Commercial run of dwarf containers on trains is likely to take off with the Railways set to finalise freight charges for them soon. These containers are shorter in size and enable double-stack movement.

“These containers — which can run in double stack mode under the electrical wires of the Railways — have over 65 more capacity in terms of volumes and 16 per cent more cargo loading capacity compared to the ISO containers used in rail space (traditional containers),” Naresh Kumar, a former Indian Railways official, who has designed, developed and got the dwarf containers certified, told BusinessLine .

Kumar left the Railways to start his firm Techlog Support Services that has designed and developed these containers.

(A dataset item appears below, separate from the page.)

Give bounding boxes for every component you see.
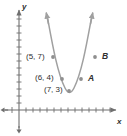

The trial run of the dwarf containers was done by Pristine Logistics. The company had acquired the container train operating licence from Reliance Infrastructure, and had moved cargo from Jamnagar refinery of Reliance Industries Ltd. RIL had sought appropriately priced container train charges offering to provide additional two million tonnes of annual cargo.

“The dwarf containers have been certified — for security and carrying capacity — by Lloyd's Register, one of the classification societies of ISO,” Kumar said. Lloyd’s Register is headquartered in China, with offices in India.

The dwarf containers are expected to move two million tonnes of cargo every year, said Kumar. The two million tonnes additional movement is about 25 per cent extra loading over the nine million tonnes of cargo loading done by the Railways in the domestic circuit in 2016-17.

Good potential

Kumar believes the dwarf containers have the potential to divert 40-50 million tonnes of cargo from road to the Railways, as it will substantially lower the unit costs, making rail transportation cheaper than on road. The containers can run in a double-stack form across the Indian Railways network including the electrified network, says Kumar, adding that his dream is to make these containers a standard equipment for domestic use.

After the concept trials between Jamnagar and Ludhiana, confirmatory trials were done in early March by Pristine Logistics between Ambala and Jamnagar. Dwarf containers are likely to attract customers from house-hold appliances, clinkers, stone chips, textile products, solid and liquid petrochemicals sectors.

Double-stack dwarf containers are 6 feet 4 inches in height and designed to run under wire for maximum throughput with increased loadability. The Railways limits the movement of double-stacked containers — ISO’s conventional containers, which have a height of 8.5 feet and 9.5 feet — on electrified section. All important routes of the Indian Railways are electrified. A single-stack ISO 40 feet container can load up to 32 tonnes which can be increased to around 54 tonnes in double-stack dwarf containers on electrified sections. A preliminary trial run of double-stack dwarf containers was undertaken in January.

Infra bottlenecks

After removing the infrastructure constraints, a confirmatory trial run was conducted between Ambala and Jamnagar (with run from Ambala to Ludhiana done under wire) after which commercial runs will be started, the Railways had said two months ago.

The Association of Container Train Operators President Kamlesh Gupta said that domestic container train operators were prepared to use dwarf containers given that container wagons were lying idle in the domestic circuit.